At last he sprang up; the hour of expiation must be at hand, in fact his watch pointed to a quarter to ten. His agony as he thus wrought with himself had lasted more than two hours.

He hurriedly reached the main path which led to the monastery. He walked with his head down, forcing back his tears.

He slackened his pace somewhat as he drew near the little pond; he lifted his eyes in supplication to the cross, and as he lowered them he met a look so moved, so compa.s.sionate, so gentle, that he stopped, and the look disappeared with the bow of a lay brother, who pa.s.sed on his way.

"He read my thoughts," said Durtal to himself. "Oh, this charitable monk has good reason to pity me, for indeed I suffer. Ah, Lord, that I might be like that humble brother!" he cried, remembering that he had seen that very morning the young tall lad, praying in the chapel with such fervour that he seemed to rise from the ground, before Our Lady.

He arrived at the auditorium in a frightful state, and sank on a chair; then, like a hunted animal that thinks itself discovered, he sprang up, and, disturbed by his fears, moved by a wind of disorder, he thought of flight, that he would pack his bag, and make for the train.

He mastered himself, undecided and trembling, his ear on the watch, his heart beating with great strokes, and he heard the sound of distant steps. "My G.o.d," he said, waiting for the steps that drew near, "what manner of monk is coming?"

The steps were silent, and the door opened. Durtal in his alarm dared not look at the confessor, in whom he recognized the tall Trappist, with the imperious profile, whom he believed to be the abbot of the monastery.

His breath was taken away, and he drew back without saying a word.

Surprised at this silence, the prior said,--

"You have asked to make your confession, sir?"

And at a sign from Durtal, he pointed out the prie-Dieu placed against the wall, and himself knelt down, turning his back.

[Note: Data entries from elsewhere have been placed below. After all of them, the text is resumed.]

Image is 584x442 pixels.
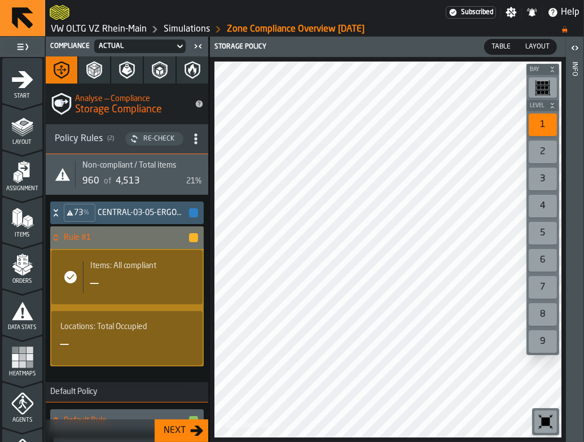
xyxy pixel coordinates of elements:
button: button- [526,100,559,111]
span: Layout [523,42,551,52]
div: — [90,275,98,293]
a: link-to-/wh/i/44979e6c-6f66-405e-9874-c1e29f02a54a [164,23,210,36]
div: 6 [528,249,557,271]
div: stat-Non-compliant / Total items [46,154,208,195]
li: menu Assignment [2,151,42,196]
div: stat-Locations: Total Occupied [54,315,200,360]
label: button-toggle-Open [567,39,583,59]
span: Default Policy [46,387,97,396]
a: logo-header [50,2,69,23]
div: button-toolbar-undefined [526,328,559,355]
span: ( 2 ) [107,135,114,142]
a: logo-header [217,412,280,435]
span: Subscribed [461,8,493,16]
div: Title [60,322,193,331]
div: 960 [82,174,99,188]
label: button-toggle-Notifications [522,7,542,18]
div: DropdownMenuValue-8be1462f-8aa4-4233-97c1-f1558b63bdaf [99,42,170,50]
div: CENTRAL-03-05-ERGONOMIC [50,201,199,224]
span: Items: All compliant [90,261,156,270]
span: Agents [2,417,42,423]
h3: title-section-[object Object] [46,124,208,154]
div: button-toolbar-undefined [526,111,559,138]
button: button- [526,64,559,75]
span: 4,513 [116,177,140,186]
div: 7 [528,276,557,298]
div: Menu Subscription [445,6,496,19]
div: button-toolbar-undefined [526,138,559,165]
div: Info [571,59,579,439]
div: Re-Check [139,135,179,143]
div: 2 [528,140,557,163]
h4: Rule #1 [64,233,188,242]
div: Title [82,161,201,170]
li: menu Start [2,58,42,103]
label: button-switch-multi-Layout [518,39,557,55]
li: menu Orders [2,243,42,288]
li: menu Layout [2,104,42,149]
span: Help [561,6,579,19]
span: Bay [527,67,546,73]
div: thumb [484,39,517,54]
div: 1 [528,113,557,136]
div: button-toolbar-undefined [526,301,559,328]
div: 9 [528,330,557,352]
button: button- [189,233,198,242]
header: Info [566,37,583,442]
button: button-Re-Check [125,132,183,145]
span: Orders [2,278,42,284]
div: 4 [528,195,557,217]
span: of [104,177,111,185]
div: 8 [528,303,557,325]
h4: CENTRAL-03-05-ERGONOMIC [98,208,188,217]
label: button-toggle-Settings [501,7,521,18]
label: button-toggle-Close me [190,39,206,53]
a: link-to-/wh/i/44979e6c-6f66-405e-9874-c1e29f02a54a/simulations/13b0a4d4-d7c9-4a28-bcd0-326a0047465d [227,23,364,36]
span: Assignment [2,186,42,192]
label: button-switch-multi-Table [484,39,518,55]
div: Storage Policy [212,43,389,51]
label: button-toggle-Help [542,6,584,19]
span: Data Stats [2,324,42,330]
span: Locations: Total Occupied [60,322,147,331]
div: stat-Items: All compliant [54,254,200,299]
div: Title [90,261,193,270]
li: menu Items [2,197,42,242]
div: Next [159,423,190,437]
div: button-toolbar-undefined [526,219,559,246]
span: Level [527,103,546,109]
li: menu Data Stats [2,289,42,334]
span: Compliance [50,42,90,50]
svg: Reset zoom and position [536,412,554,430]
a: link-to-/wh/i/44979e6c-6f66-405e-9874-c1e29f02a54a [51,23,147,36]
span: Storage Compliance [75,103,162,116]
div: 5 [528,222,557,244]
span: Layout [2,139,42,145]
div: button-toolbar-undefined [526,192,559,219]
button: button-Next [155,419,208,442]
div: Rule #1 [50,226,199,249]
span: Heatmaps [2,370,42,377]
button: button- [189,208,198,217]
div: button-toolbar-undefined [526,75,559,100]
div: Default Rule [50,409,199,431]
div: — [60,336,68,354]
div: thumb [518,39,556,54]
div: DropdownMenuValue-8be1462f-8aa4-4233-97c1-f1558b63bdaf [92,39,188,53]
span: Items [2,232,42,238]
div: 3 [528,167,557,190]
span: Table [489,42,513,52]
div: button-toolbar-undefined [526,246,559,273]
nav: Breadcrumb [50,23,579,36]
header: Storage Policy [210,37,566,57]
div: title-Storage Compliance [46,83,208,124]
a: link-to-/wh/i/44979e6c-6f66-405e-9874-c1e29f02a54a/settings/billing [445,6,496,19]
span: % [83,209,89,217]
li: menu Agents [2,382,42,427]
h3: title-section-Default Policy [46,382,208,402]
div: button-toolbar-undefined [532,408,559,435]
h4: Default Rule [64,416,188,425]
div: button-toolbar-undefined [526,273,559,301]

Durtal braced himself, fell down at the prie-Dieu, and then completely lost his head. He had vaguely prepared how to enter on the matter, noted the points of his statement, cla.s.sified his sins in some degree, and now remembered nothing.

The monk rose, sat down on a straw chair, leant towards the penitent, his hand behind his ear to hear the better.

He waited.

Durtal wished rather to die than speak; he succeeded, however, in mastering himself, and bridling his shame; he opened his lips, but no word came; he remained overwhelmed, his head in his hands, repressing the tears he felt ready to fall.

The monk did not move.

At last he made a desperate effort, stammered the beginning of the Confiteor, and said,

"I have not confessed, since my childhood; since then I have led a shameful life, I have ..."

The words would not come.

The Trappist remained silent, and did not a.s.sist him at all.

"I have committed every kind of debauch, I have done everything ...

everything ..."

He choked, and the tears he had repressed flowed, he wept, his body was shaken, his face hidden in his hands.